Hot on the heels of last month’s fertility scaremongering about ovarian reserve came a new scare for women planning to start their families later, this one about autism. Once again, reporting on it ignored essential facts and skewed the takeaway.

The recent UCDavis study exploring the effect of parental age on the likelihood that a child would be autistic made headlines. “Study: Older Moms Risk Autism in Children” Time told us, reprinting the AP story; “Autism linked to older moms,” echoed many others. That’s the line the 28-year-old I ran into that day parroted back to me, worriedly. One NY Times blogger directly linked discussion of the increased odds for autism with maternal age to a questionnaire about the best age for having kids. Talk about a (mis)leading question.

But while the study, based on 4.9 million California births in the 1990s, documented that the risk of autism increases with maternal age by 51 percent and that paternal age is also a factor, few of the reports asked the key question “51 percent of what”? If the risk at 25 is low to begin with, then adding on another 51 percent doesn’t change things much.

And it is low: less than one quarter of one percent of the 25 to 29 year olds in the study had an autistic child, and while the odds increased by 51 percent for women 40 and over, that meant that less than one half of one percent of the older women had autistic kids. As Janie Shelton the study’s lead author put it, though they have a very slightly greater chance than younger women, “older women have a dramatically small chance of having a child with autism.” But that was not the takeaway for most readers.

The authors also found that advanced maternal age was the cause of just 4.6% of the 600% rise in reported cases of autism in the 1990s. That means that less than 1 percent of the total autism rise was due to maternal age.

While the headlines are technically accurate, they create a major false impression. Older mothers do not regularly have autistic children, though some do, as do some mothers at all ages. Genetics as well as environmental factors, many of which are currently hotly disputed, play much bigger roles in causation. And older mothers may simply be better at navigating the complex system required to get a state diagnosis.

Missing Context
What’s missing in this story, as in the ovarian reserve story, is context. Saying that maternal age creates a 51 percent rise in risk of autism at 40 means nothing if you don’t also explain what the original risk was. Talking about an abstract proportion of eggs a woman has without discussing how many are actually needed is similarly pointless. Unless the point is to confuse people, create anxiety, or push them to have babies whether or not they feel ready for them.

A few media outlets were more even-handed on the autism story (the LA Times and CNN were the most thorough of the stories I saw–though their headlines still spread skew). But overall, delay of motherhood, by a few years or by many–a trend that is overwhelmingly responsible for allowing women to invest in their educations, climb career ladders and begin to have a role in business and government policymaking –gets a bum rap in this kind of coverage.

Selective presentation of “facts” creates big misunderstandings, in the fertility realm as in all realms. Time for reporters to do more than rehash numbers that come in over the wire, and actually put the data in perspective. Until they do, time for women to be skeptical of everything they hear about fertility on the news – if they aren’t already.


> **Task prompt**: Reproduce every record verbatim but drop the pictures.
Exercise input Block Start
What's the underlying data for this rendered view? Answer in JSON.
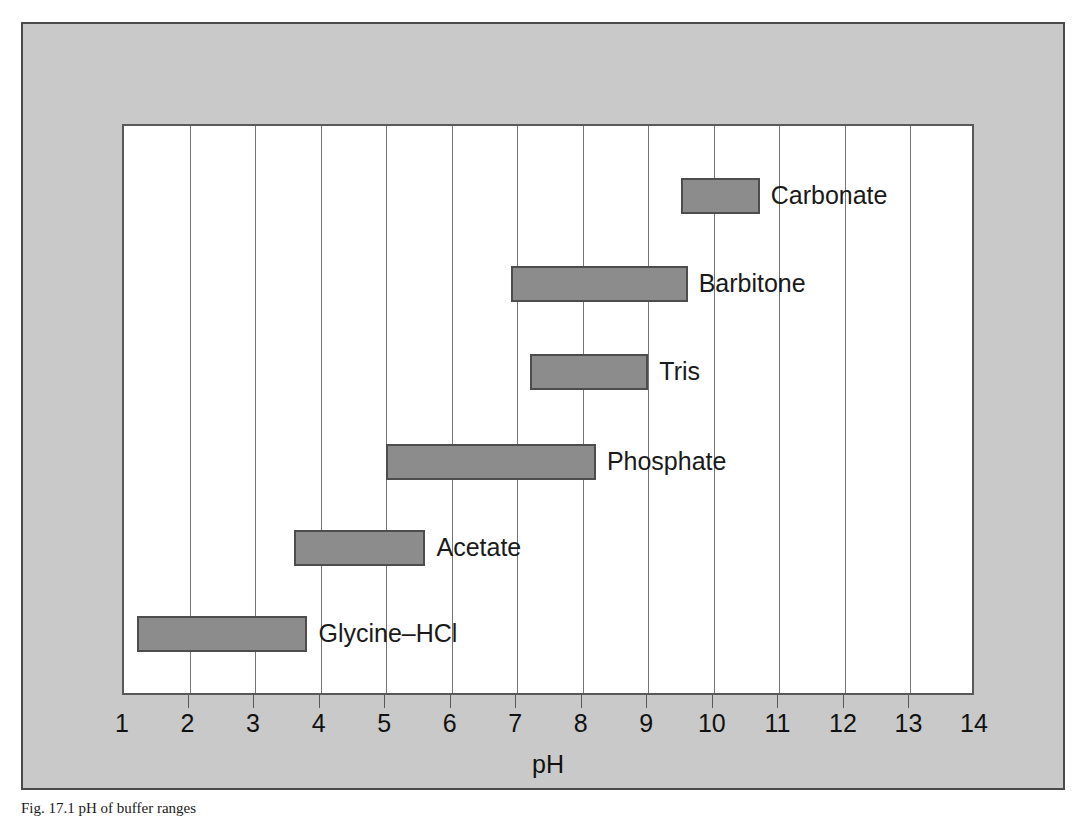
{
  "figure": {
    "caption": "Fig. 17.1 pH of buffer ranges",
    "background_color": "#c9c9c9",
    "plot_background_color": "#ffffff",
    "bar_fill_color": "#8c8c8c",
    "bar_border_color": "#4d4d4d",
    "gridline_color": "#767676",
    "axis_color": "#595959"
  },
  "chart_data": {
    "type": "bar",
    "orientation": "horizontal",
    "title": "",
    "subtitle": "",
    "xlabel": "pH",
    "ylabel": "",
    "xlim": [
      1,
      14
    ],
    "ylim": [
      0,
      6
    ],
    "grid": true,
    "legend": false,
    "legend_position": "none",
    "xticks": [
      1,
      2,
      3,
      4,
      5,
      6,
      7,
      8,
      9,
      10,
      11,
      12,
      13,
      14
    ],
    "xtick_labels": [
      "1",
      "2",
      "3",
      "4",
      "5",
      "6",
      "7",
      "8",
      "9",
      "10",
      "11",
      "12",
      "13",
      "14"
    ],
    "categories": [
      "Carbonate",
      "Barbitone",
      "Tris",
      "Phosphate",
      "Acetate",
      "Glycine–HCl"
    ],
    "ranges": [
      {
        "name": "Carbonate",
        "start": 9.5,
        "end": 10.7,
        "label": "Carbonate"
      },
      {
        "name": "Barbitone",
        "start": 6.9,
        "end": 9.6,
        "label": "Barbitone"
      },
      {
        "name": "Tris",
        "start": 7.2,
        "end": 9.0,
        "label": "Tris"
      },
      {
        "name": "Phosphate",
        "start": 5.0,
        "end": 8.2,
        "label": "Phosphate"
      },
      {
        "name": "Acetate",
        "start": 3.6,
        "end": 5.6,
        "label": "Acetate"
      },
      {
        "name": "Glycine–HCl",
        "start": 1.2,
        "end": 3.8,
        "label": "Glycine–HCl"
      }
    ],
    "annotations": []
  }
}
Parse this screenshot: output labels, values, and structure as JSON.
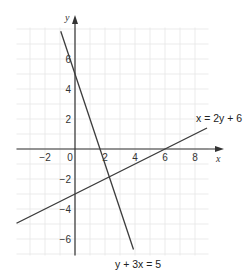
{
  "chart_data": {
    "type": "line",
    "title": "",
    "xlabel": "x",
    "ylabel": "y",
    "xlim": [
      -3.9,
      8.9
    ],
    "ylim": [
      -7.1,
      8.1
    ],
    "grid": true,
    "grid_step": 1,
    "x_ticks": [
      -2,
      0,
      2,
      4,
      6,
      8
    ],
    "y_ticks": [
      6,
      4,
      2,
      -2,
      -4,
      -6
    ],
    "x_tick_labels": [
      "−2",
      "0",
      "2",
      "4",
      "6",
      "8"
    ],
    "y_tick_labels": [
      "6",
      "4",
      "2",
      "−2",
      "−4",
      "−6"
    ],
    "series": [
      {
        "name": "y + 3x = 5",
        "equation": "y = 5 - 3x",
        "x": [
          -0.95,
          3.9
        ],
        "y": [
          7.85,
          -6.7
        ],
        "label_position": "bottom"
      },
      {
        "name": "x = 2y + 6",
        "equation": "y = (x - 6) / 2",
        "x": [
          -3.9,
          8.8
        ],
        "y": [
          -4.95,
          1.4
        ],
        "label_position": "top-right"
      }
    ],
    "intersection": {
      "x": 2.43,
      "y": -1.71
    }
  },
  "labels": {
    "x_axis": "x",
    "y_axis": "y",
    "line1": "y + 3x = 5",
    "line2": "x = 2y + 6"
  },
  "colors": {
    "grid": "#e6e6e6",
    "axis": "#333333",
    "line": "#3a3a3a",
    "text": "#333333"
  }
}
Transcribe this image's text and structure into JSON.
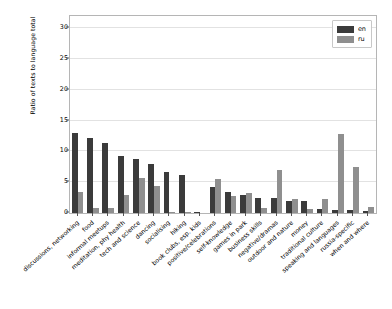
{
  "chart_data": {
    "type": "bar",
    "title": "",
    "xlabel": "",
    "ylabel": "Ratio of texts to language total",
    "ylim": [
      0,
      32
    ],
    "yticks": [
      0,
      5,
      10,
      15,
      20,
      25,
      30
    ],
    "grid": true,
    "legend_position": "upper right",
    "categories": [
      "discussions, networking",
      "food",
      "informal meetups",
      "meditation, phy health",
      "tech and science",
      "dancing",
      "socialising",
      "hiking",
      "book clubs, esp. kids",
      "positive/celebrations",
      "self-knowledge",
      "games in park",
      "business skills",
      "negative/dramas",
      "outdoor and nature",
      "money",
      "traditional culture",
      "speaking and languages",
      "russia-specific",
      "when and where"
    ],
    "series": [
      {
        "name": "en",
        "color": "#3b3b3b",
        "values": [
          13.0,
          12.2,
          11.4,
          9.3,
          8.7,
          7.9,
          6.7,
          6.1,
          0.15,
          4.2,
          3.4,
          2.9,
          2.5,
          2.4,
          2.0,
          2.0,
          0.6,
          0.55,
          0.5,
          0.3
        ]
      },
      {
        "name": "ru",
        "color": "#8f8f8f",
        "values": [
          3.4,
          0.85,
          0.8,
          3.0,
          5.7,
          4.4,
          0.1,
          0.15,
          0.0,
          5.5,
          2.8,
          3.3,
          0.75,
          7.0,
          2.3,
          0.7,
          2.2,
          12.9,
          7.5,
          1.0
        ]
      }
    ]
  },
  "legend": {
    "entries": [
      {
        "label": "en"
      },
      {
        "label": "ru"
      }
    ]
  },
  "axes": {
    "ytick_labels": [
      "0",
      "5",
      "10",
      "15",
      "20",
      "25",
      "30"
    ]
  }
}
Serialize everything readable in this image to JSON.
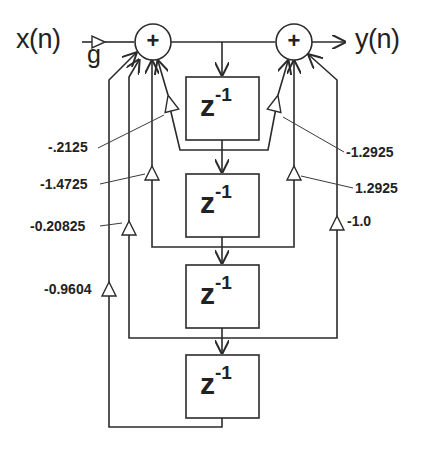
{
  "diagram": {
    "type": "IIR filter block diagram (direct form, 4th order)",
    "input_label": "x(n)",
    "output_label": "y(n)",
    "input_gain_label": "g",
    "summing_junctions": [
      {
        "id": "sum-left",
        "symbol": "+"
      },
      {
        "id": "sum-right",
        "symbol": "+"
      }
    ],
    "delay_blocks": [
      {
        "id": "delay-1",
        "base": "z",
        "exponent": "-1"
      },
      {
        "id": "delay-2",
        "base": "z",
        "exponent": "-1"
      },
      {
        "id": "delay-3",
        "base": "z",
        "exponent": "-1"
      },
      {
        "id": "delay-4",
        "base": "z",
        "exponent": "-1"
      }
    ],
    "feedback_coefficients": [
      {
        "label": "-.2125",
        "tap": 1
      },
      {
        "label": "-1.4725",
        "tap": 2
      },
      {
        "label": "-0.20825",
        "tap": 3
      },
      {
        "label": "-0.9604",
        "tap": 4
      }
    ],
    "feedforward_coefficients": [
      {
        "label": "-1.2925",
        "tap": 1
      },
      {
        "label": "1.2925",
        "tap": 2
      },
      {
        "label": "-1.0",
        "tap": 3
      }
    ],
    "colors": {
      "line": "#2b2b2b",
      "background": "#ffffff",
      "text": "#222222"
    }
  }
}
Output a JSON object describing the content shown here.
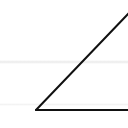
{
  "diagram": {
    "shape": "triangle",
    "stroke_color": "#111111",
    "background_color": "#ffffff",
    "stroke_width": 2,
    "vertices": [
      [
        36,
        110
      ],
      [
        128,
        14
      ],
      [
        128,
        110
      ]
    ]
  }
}
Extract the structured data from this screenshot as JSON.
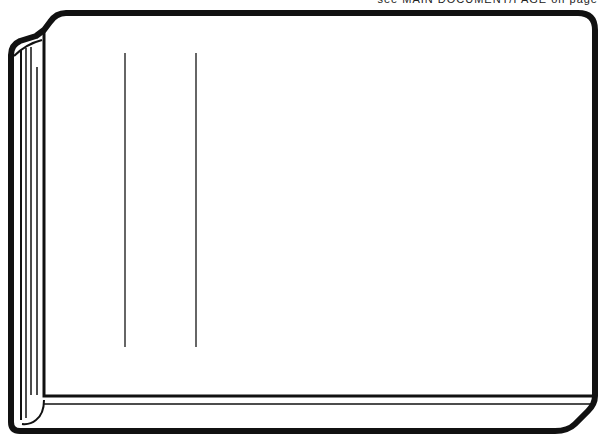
{
  "caption": {
    "text": "see MAIN DOCUMENT/PAGE on page",
    "note": "partially cropped at top edge"
  },
  "illustration": {
    "subject": "closed book / binder seen from front at slight angle",
    "stroke_color": "#111111",
    "fill_color": "#ffffff",
    "guide_lines": [
      {
        "x": 125,
        "y1": 53,
        "y2": 347
      },
      {
        "x": 196,
        "y1": 53,
        "y2": 347
      }
    ]
  }
}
Exercise input Block End
> **Solution for this task**:
What's the underlying data for this rendered view? Answer in JSON.
{
  "figure": {
    "caption": "Fig. 17.1 pH of buffer ranges",
    "background_color": "#c9c9c9",
    "plot_background_color": "#ffffff",
    "bar_fill_color": "#8c8c8c",
    "bar_border_color": "#4d4d4d",
    "gridline_color": "#767676",
    "axis_color": "#595959"
  },
  "chart_data": {
    "type": "bar",
    "orientation": "horizontal",
    "title": "",
    "subtitle": "",
    "xlabel": "pH",
    "ylabel": "",
    "xlim": [
      1,
      14
    ],
    "ylim": [
      0,
      6
    ],
    "grid": true,
    "legend": false,
    "legend_position": "none",
    "xticks": [
      1,
      2,
      3,
      4,
      5,
      6,
      7,
      8,
      9,
      10,
      11,
      12,
      13,
      14
    ],
    "xtick_labels": [
      "1",
      "2",
      "3",
      "4",
      "5",
      "6",
      "7",
      "8",
      "9",
      "10",
      "11",
      "12",
      "13",
      "14"
    ],
    "categories": [
      "Carbonate",
      "Barbitone",
      "Tris",
      "Phosphate",
      "Acetate",
      "Glycine–HCl"
    ],
    "ranges": [
      {
        "name": "Carbonate",
        "start": 9.5,
        "end": 10.7,
        "label": "Carbonate"
      },
      {
        "name": "Barbitone",
        "start": 6.9,
        "end": 9.6,
        "label": "Barbitone"
      },
      {
        "name": "Tris",
        "start": 7.2,
        "end": 9.0,
        "label": "Tris"
      },
      {
        "name": "Phosphate",
        "start": 5.0,
        "end": 8.2,
        "label": "Phosphate"
      },
      {
        "name": "Acetate",
        "start": 3.6,
        "end": 5.6,
        "label": "Acetate"
      },
      {
        "name": "Glycine–HCl",
        "start": 1.2,
        "end": 3.8,
        "label": "Glycine–HCl"
      }
    ],
    "annotations": []
  }
}
Parse this screenshot: output labels, values, and structure as JSON.
{
  "chart_data": {
    "type": "line",
    "title": "",
    "xlabel": "x",
    "ylabel": "y",
    "xlim": [
      -3.9,
      8.9
    ],
    "ylim": [
      -7.1,
      8.1
    ],
    "grid": true,
    "grid_step": 1,
    "x_ticks": [
      -2,
      0,
      2,
      4,
      6,
      8
    ],
    "y_ticks": [
      6,
      4,
      2,
      -2,
      -4,
      -6
    ],
    "x_tick_labels": [
      "−2",
      "0",
      "2",
      "4",
      "6",
      "8"
    ],
    "y_tick_labels": [
      "6",
      "4",
      "2",
      "−2",
      "−4",
      "−6"
    ],
    "series": [
      {
        "name": "y + 3x = 5",
        "equation": "y = 5 - 3x",
        "x": [
          -0.95,
          3.9
        ],
        "y": [
          7.85,
          -6.7
        ],
        "label_position": "bottom"
      },
      {
        "name": "x = 2y + 6",
        "equation": "y = (x - 6) / 2",
        "x": [
          -3.9,
          8.8
        ],
        "y": [
          -4.95,
          1.4
        ],
        "label_position": "top-right"
      }
    ],
    "intersection": {
      "x": 2.43,
      "y": -1.71
    }
  },
  "labels": {
    "x_axis": "x",
    "y_axis": "y",
    "line1": "y + 3x = 5",
    "line2": "x = 2y + 6"
  },
  "colors": {
    "grid": "#e6e6e6",
    "axis": "#333333",
    "line": "#3a3a3a",
    "text": "#333333"
  }
}
Transcribe this image's text and structure into JSON.
{
  "chart_data": {
    "type": "bar",
    "title": "",
    "xlabel": "",
    "ylabel": "Ratio of texts to language total",
    "ylim": [
      0,
      32
    ],
    "yticks": [
      0,
      5,
      10,
      15,
      20,
      25,
      30
    ],
    "grid": true,
    "legend_position": "upper right",
    "categories": [
      "discussions, networking",
      "food",
      "informal meetups",
      "meditation, phy health",
      "tech and science",
      "dancing",
      "socialising",
      "hiking",
      "book clubs, esp. kids",
      "positive/celebrations",
      "self-knowledge",
      "games in park",
      "business skills",
      "negative/dramas",
      "outdoor and nature",
      "money",
      "traditional culture",
      "speaking and languages",
      "russia-specific",
      "when and where"
    ],
    "series": [
      {
        "name": "en",
        "color": "#3b3b3b",
        "values": [
          13.0,
          12.2,
          11.4,
          9.3,
          8.7,
          7.9,
          6.7,
          6.1,
          0.15,
          4.2,
          3.4,
          2.9,
          2.5,
          2.4,
          2.0,
          2.0,
          0.6,
          0.55,
          0.5,
          0.3
        ]
      },
      {
        "name": "ru",
        "color": "#8f8f8f",
        "values": [
          3.4,
          0.85,
          0.8,
          3.0,
          5.7,
          4.4,
          0.1,
          0.15,
          0.0,
          5.5,
          2.8,
          3.3,
          0.75,
          7.0,
          2.3,
          0.7,
          2.2,
          12.9,
          7.5,
          1.0
        ]
      }
    ]
  },
  "legend": {
    "entries": [
      {
        "label": "en"
      },
      {
        "label": "ru"
      }
    ]
  },
  "axes": {
    "ytick_labels": [
      "0",
      "5",
      "10",
      "15",
      "20",
      "25",
      "30"
    ]
  }
}
Serialize everything readable in this image to JSON.
{
  "diagram": {
    "type": "IIR filter block diagram (direct form, 4th order)",
    "input_label": "x(n)",
    "output_label": "y(n)",
    "input_gain_label": "g",
    "summing_junctions": [
      {
        "id": "sum-left",
        "symbol": "+"
      },
      {
        "id": "sum-right",
        "symbol": "+"
      }
    ],
    "delay_blocks": [
      {
        "id": "delay-1",
        "base": "z",
        "exponent": "-1"
      },
      {
        "id": "delay-2",
        "base": "z",
        "exponent": "-1"
      },
      {
        "id": "delay-3",
        "base": "z",
        "exponent": "-1"
      },
      {
        "id": "delay-4",
        "base": "z",
        "exponent": "-1"
      }
    ],
    "feedback_coefficients": [
      {
        "label": "-.2125",
        "tap": 1
      },
      {
        "label": "-1.4725",
        "tap": 2
      },
      {
        "label": "-0.20825",
        "tap": 3
      },
      {
        "label": "-0.9604",
        "tap": 4
      }
    ],
    "feedforward_coefficients": [
      {
        "label": "-1.2925",
        "tap": 1
      },
      {
        "label": "1.2925",
        "tap": 2
      },
      {
        "label": "-1.0",
        "tap": 3
      }
    ],
    "colors": {
      "line": "#2b2b2b",
      "background": "#ffffff",
      "text": "#222222"
    }
  }
}
Output a JSON object describing the content shown here.
{
  "diagram": {
    "shape": "triangle",
    "stroke_color": "#111111",
    "background_color": "#ffffff",
    "stroke_width": 2,
    "vertices": [
      [
        36,
        110
      ],
      [
        128,
        14
      ],
      [
        128,
        110
      ]
    ]
  }
}
Extract the structured data from this screenshot as JSON.
{
  "caption": {
    "text": "see MAIN DOCUMENT/PAGE on page",
    "note": "partially cropped at top edge"
  },
  "illustration": {
    "subject": "closed book / binder seen from front at slight angle",
    "stroke_color": "#111111",
    "fill_color": "#ffffff",
    "guide_lines": [
      {
        "x": 125,
        "y1": 53,
        "y2": 347
      },
      {
        "x": 196,
        "y1": 53,
        "y2": 347
      }
    ]
  }
}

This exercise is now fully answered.